Your real and nominal curves are telling you what the market expects - inflation falls while the Fed doesn't cut too much which leaves reals elevated. Again it is prescribing little risk to another explosion in inflation like in 2021. That view is probably fair but underprices the tail event of another demand-side crunch occurring.

The ultimate lesson here is that the bond market is really bad at pricing inflation tail events!

Luca Rotter's avatar

Sure, thanks for your reply and agree with all that. The problem we are left with, as I see it, is that the forward real yields implied by the current unusually steep real yield curve(s) are just not realistic. A 10Y-into-20Y real yield of ~3.00%, for example, which is what the US TIPS curve is pricing in, would blow up any future debt sustainability analysis, if realised. Would you agree?

Peter Farac's avatar

In this case I would say the upward sloping real yield curve is the driver of declining forward breakevens, rather than the other way around. I.e. the predominate view is that forward inflation is declining, therefore reals must be increasing.

Also remember GDP is turning over at a 3.5%+ so it isn't totally out of whack to see high real yields

Egor Bezel's avatar

Great article!

I just say that ultimate top prize in competitive defaulting proudly belongs to Russia, which managed to default AND devalue at the same time in 98

Luca Rotter's avatar

Sure, but the real GDP run rate is the result of a large primary deficit (inflationary and Debt/GDP accretive); what would real GDP growth be if primary balances were run? My contention is that the nominal yield curve and the BEI curve are pricing in scenarios that are possible but mutually exclusive. Something will eventually have to give, and in my opinion that can only be lower real yields, whichever the main driver is.

Peter Farac's avatar

What you have said is fair, and chances are it is in the breakeven curve which is wrong.

I did describe how this pricing came about in the article however - the strong belief that imported deflation will be stronger than service inflation effects. This in itself is also a situation in which something "eventually has to give" as the Chinese enable this deflation through debt accretion of their own!

Luca Rotter's avatar

That’s a very interesting point, which I hadn’t fully appreciated reading your post. So, the market (momentarily) believes that global deflationary forces will prevail, and yet demands significant term premium from the nominal yield curve. For fiscal irresponsibility alone, basically, hence the steep real yield curve and inverted BEI. I do agree that the BEI curve is most likely where the mispricing is (i.e. it will have to reprice significantly higher), but receiving the long-end real yield remains imho the best way to play that view, especially in non-USD currencies such as AUD and NZD, at their current levels of ~3.00% and above.

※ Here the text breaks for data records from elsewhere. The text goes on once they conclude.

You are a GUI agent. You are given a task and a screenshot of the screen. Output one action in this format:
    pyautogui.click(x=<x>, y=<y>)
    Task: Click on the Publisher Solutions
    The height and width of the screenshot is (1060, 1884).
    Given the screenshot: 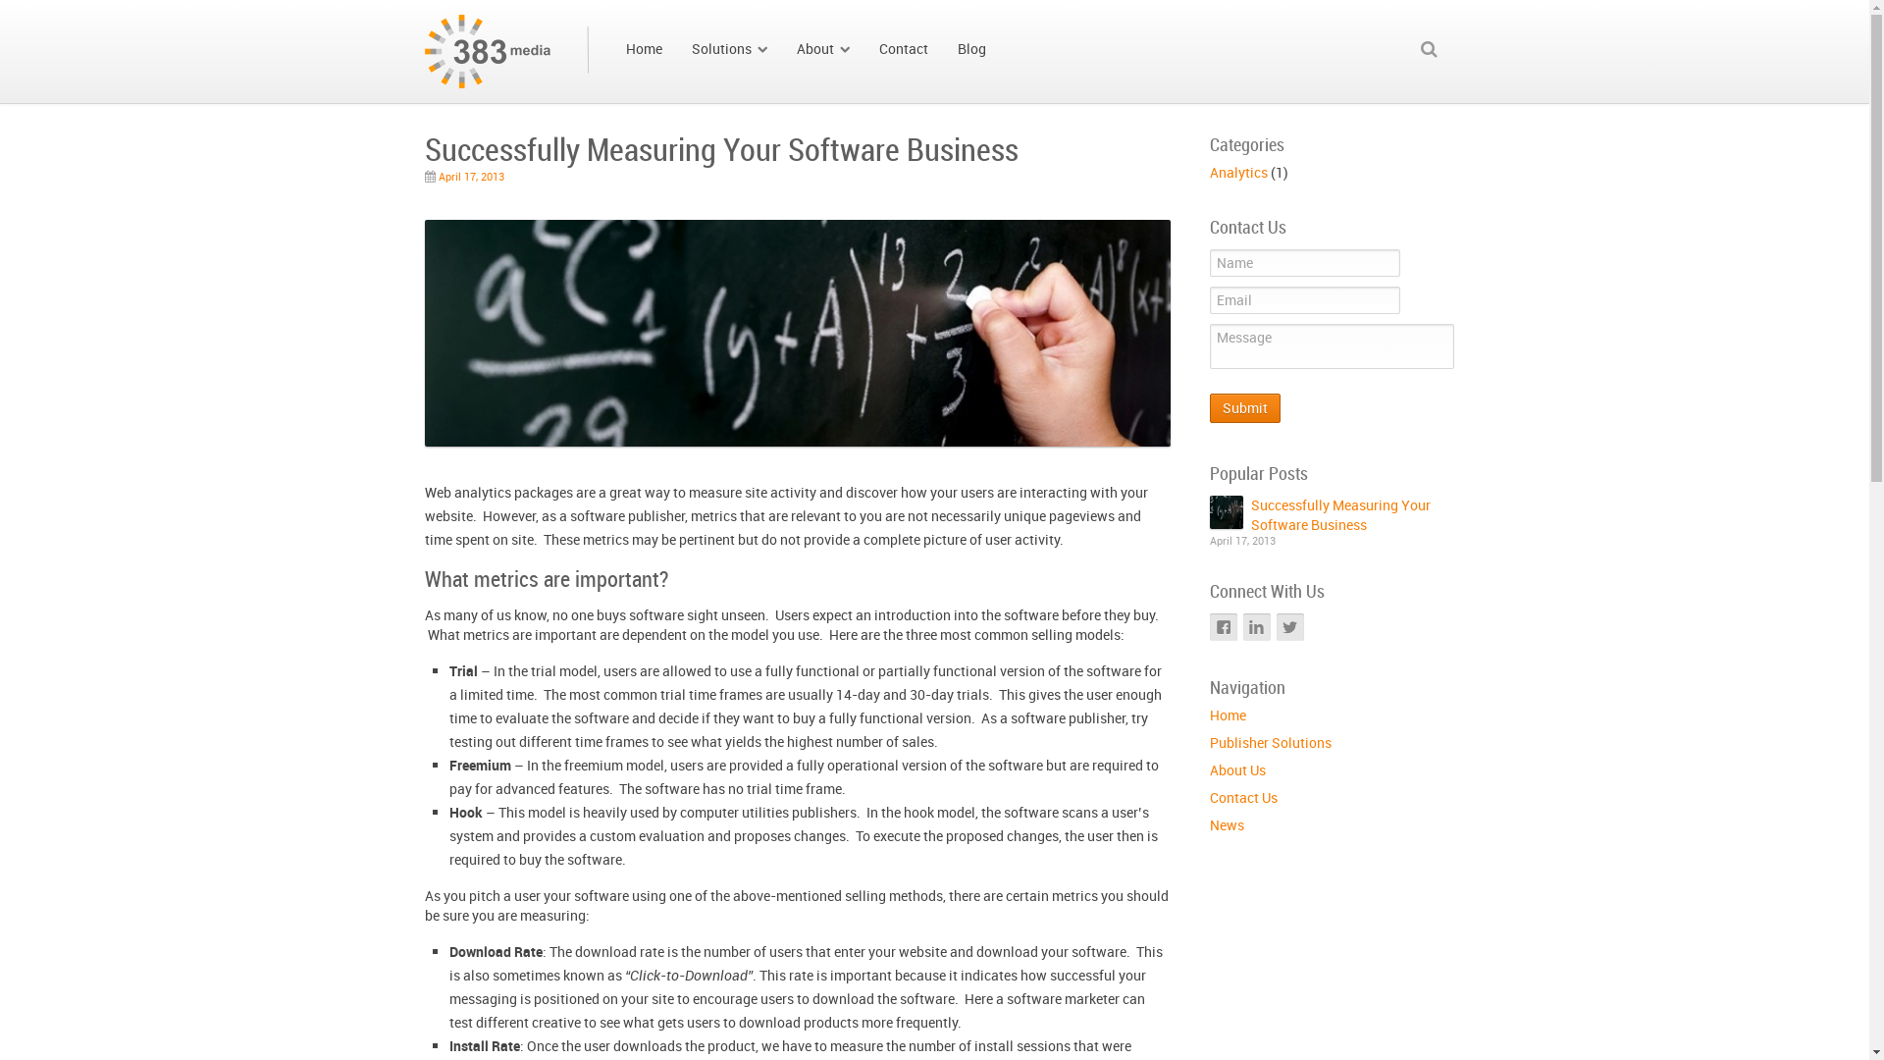 What is the action you would take?
    pyautogui.click(x=1270, y=742)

Lucas Vaneskeheian's avatar

Reading this from Argentina so very much agree with the dynamics of a soft default (not even mentioning hard ones!). In a closed economy with capital restrictions, winners have long been local industrialists whose prices have always outpaced inflation and benefitted from little to no competition from intl' markets.

I think the US might have a tougher time making investors forget about their latest soft default. As you rightly mention Peter, it took a multi-decade rally to gain back their reputation, so I don't see a clear path given the political willingness to do anything about it.

Peter Farac's avatar

I agree...it just reduces the discretionary allocation towards bonds.

The thing is that the mandatory allocation is only growing bigger!

David R.'s avatar

You do address this, but one has to wonder how much runway there is for "China... to continue to deflate export prices."

A huge fraction of secondary sector output is plowed into capital formation, underwritten by the implicit central government guarantee of manufacturing enterprise debts and a bunch of transfers. How long can those debts and transfers continue to allow capital accumulation wildly in excess of what domestic workers/consumers need or could utilize?